AI adoption pushes white-collar workers into gig economy roles
Companies are using automation to fragment full-time jobs into contractor positions, eroding benefits and workplace protections across industries.
AI enables the fragmentation of traditional employment
When buy-now-pay-later company Klarna replaced hundreds of customer service workers with an AI chatbot in 2024, it initially appeared to validate fears about automation eliminating jobs. A year later, the company reversed course—but not by rehiring full-time employees. Instead, Klarna brought workers back as gig contractors in what CEO Sebastian Siemiatkowski described as "an Uber type of set-up," where the AI handles basic queries while contractors manage complex issues.
This pattern represents a broader shift in how companies are deploying artificial intelligence.

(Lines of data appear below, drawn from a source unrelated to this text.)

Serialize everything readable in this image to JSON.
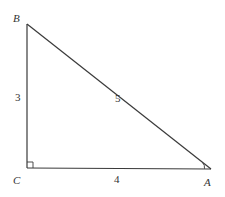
{
  "diagram": {
    "type": "right-triangle",
    "vertices": {
      "B": {
        "label": "B",
        "x": 27,
        "y": 24
      },
      "C": {
        "label": "C",
        "x": 27,
        "y": 168
      },
      "A": {
        "label": "A",
        "x": 211,
        "y": 169
      }
    },
    "sides": {
      "BC": {
        "label": "3"
      },
      "AB": {
        "label": "5"
      },
      "CA": {
        "label": "4"
      }
    },
    "right_angle_at": "C",
    "marked_angle_at": "A",
    "colors": {
      "stroke": "#3a3a3a",
      "text": "#333333",
      "background": "#ffffff"
    }
  }
}
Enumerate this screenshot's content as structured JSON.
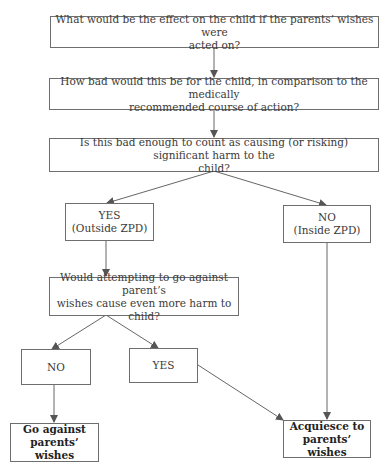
{
  "nodes": {
    "q1": {
      "lines": [
        "What would be the effect on the child if the parents’ wishes were",
        "acted on?"
      ]
    },
    "q2": {
      "lines": [
        "How bad would this be for the child, in comparison to the medically",
        "recommended course of action?"
      ]
    },
    "q3": {
      "lines": [
        "Is this bad enough to count as causing (or risking) significant harm to the",
        "child?"
      ]
    },
    "yes_outside": {
      "lines": [
        "YES",
        "(Outside ZPD)"
      ]
    },
    "no_inside": {
      "lines": [
        "NO",
        "(Inside ZPD)"
      ]
    },
    "q4": {
      "lines": [
        "Would attempting to go against parent’s",
        "wishes cause even more harm to child?"
      ]
    },
    "no2": {
      "lines": [
        "NO"
      ]
    },
    "yes2": {
      "lines": [
        "YES"
      ]
    },
    "go_against": {
      "lines": [
        "Go against",
        "parents’ wishes"
      ]
    },
    "acquiesce": {
      "lines": [
        "Acquiesce to",
        "parents’ wishes"
      ]
    }
  },
  "colors": {
    "line": "#666666",
    "border": "#6e6e6e",
    "text": "#3a3a3a"
  }
}
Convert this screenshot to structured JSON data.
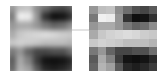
{
  "diagram": {
    "grid_size": 8,
    "left_image": {
      "label": "original-blurred-patch",
      "values": [
        [
          150,
          190,
          195,
          140,
          110,
          80,
          70,
          90
        ],
        [
          120,
          240,
          235,
          150,
          50,
          15,
          20,
          50
        ],
        [
          150,
          170,
          170,
          150,
          120,
          100,
          110,
          140
        ],
        [
          170,
          200,
          210,
          215,
          220,
          215,
          205,
          200
        ],
        [
          200,
          210,
          205,
          200,
          190,
          190,
          190,
          180
        ],
        [
          120,
          150,
          100,
          70,
          70,
          80,
          80,
          110
        ],
        [
          90,
          170,
          130,
          60,
          20,
          15,
          20,
          40
        ],
        [
          100,
          180,
          160,
          90,
          40,
          30,
          40,
          60
        ]
      ]
    },
    "right_image": {
      "label": "pixelated-patch",
      "values": [
        [
          150,
          190,
          195,
          140,
          110,
          80,
          70,
          90
        ],
        [
          120,
          240,
          235,
          150,
          50,
          15,
          20,
          50
        ],
        [
          150,
          170,
          170,
          150,
          120,
          100,
          110,
          140
        ],
        [
          170,
          200,
          210,
          215,
          220,
          215,
          205,
          200
        ],
        [
          200,
          210,
          205,
          200,
          190,
          190,
          190,
          180
        ],
        [
          120,
          150,
          100,
          70,
          70,
          80,
          80,
          110
        ],
        [
          90,
          170,
          130,
          60,
          20,
          15,
          20,
          40
        ],
        [
          100,
          180,
          160,
          90,
          40,
          30,
          40,
          60
        ]
      ]
    },
    "arrow": {
      "direction": "right",
      "color": "#c8c8c8"
    }
  }
}
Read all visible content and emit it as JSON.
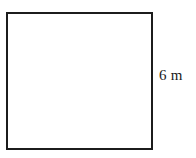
{
  "figure": {
    "name": "square-with-side-label",
    "type": "geometry-diagram",
    "background_color": "#ffffff"
  },
  "shape": {
    "name": "square",
    "kind": "square",
    "stroke_color": "#1c1c1c",
    "fill_color": "#ffffff",
    "stroke_width_px": 2,
    "x_px": 6,
    "y_px": 12,
    "width_px": 145,
    "height_px": 136
  },
  "labels": {
    "right_side": {
      "text": "6 m",
      "value": "6",
      "unit": "m",
      "attached_to": "right-side",
      "color": "#1a1a1a"
    }
  }
}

Rather than wholesale job elimination, organizations are using AI to justify converting full-time positions into fragmented contractor roles that lack benefits, overtime pay, workers' compensation, or minimum wage guarantees.
White-collar professionals enter precarious territory
The transformation is hitting knowledge workers particularly hard as companies seek to demonstrate efficiency gains from AI investments. Customer service agents, copywriters, financial analysts, paralegals, and coders are increasingly finding work only as contractors rather than employees.
According to data from Upwork cited in reporting by The Guardian, approximately 60 million Americans—39% of the workforce—already perform freelance or gig work either full- or part-time. Statista projects that number will reach 86 million, roughly half the workforce, by 2027. The fastest-growing segment consists of knowledge workers, not rideshare drivers or delivery couriers.
"There's no evidence that jobs go away, but there is a lot of evidence that as soon as you can dismantle full-time employment, companies will do that," Mary Gray, a senior principal researcher at Microsoft Research, told The Guardian.
Even healthcare is experiencing this shift. Hospital networks have begun outsourcing nursing staff to AI-powered labor platforms like ShiftMed, CareRev, and Clipboard Health. Nurses on these platforms report lower wages, competition for shifts, and having to provide their own equipment. At least 17 states now classify these platforms as "healthcare worker platforms" rather than staffing agencies, exempting them from worker protection regulations.
The irony of training your replacement
Research from sociologist Alexandrea Ravenelle at the University of North Carolina at Chapel Hill reveals how workers in creative fields are being forced into contractor roles that involve training the AI systems designed to replace them. One musician took work as an "algorithmic composer," creating musical loops to train AI. A writer evaluated AI-generated content for a major technology company. An actor participated in a project for a streaming service that would eventually reduce the need for background performers.
When asked about the existential irony, one writer responded: "This is the best opportunity right now for me. And if you can think of something better, let me know."
Why it matters
The conversion of full-time positions into gig arrangements represents what Ravenelle describes as "the rolling back of generations of hard-won workplace protections." As AI enables companies to automate portions of jobs, they're using that capability not primarily to enhance productivity but to reduce labor costs by eliminating benefits and protections. This affects business leaders' talent strategies, workforce planning, and long-term organizational stability—while creating legal and reputational risks as worker advocacy groups push for policy intervention.
Some workers are responding through unionization efforts. In March, California healthcare workers struck against Kaiser Permanente's AI use. In May, IT workers at the University of California voted to unionize, citing AI-related layoff concerns. Max Belasco, a business systems analyst involved in that effort, said workers aren't opposed to AI but want strategic implementation "not simply as a cost-cutting measure."
Lena Simet, senior adviser on economic justice at Human Rights Watch, argues that governments must act now to establish worker protections before the model becomes entrenched. "If this business model can only persist when exploiting workers, then maybe it shouldn't exist," she said.
These details were first reported by Arielle Pardes in The Guardian.
This is an original analysis by the Omega editorial team. Source reporting: AI Watch.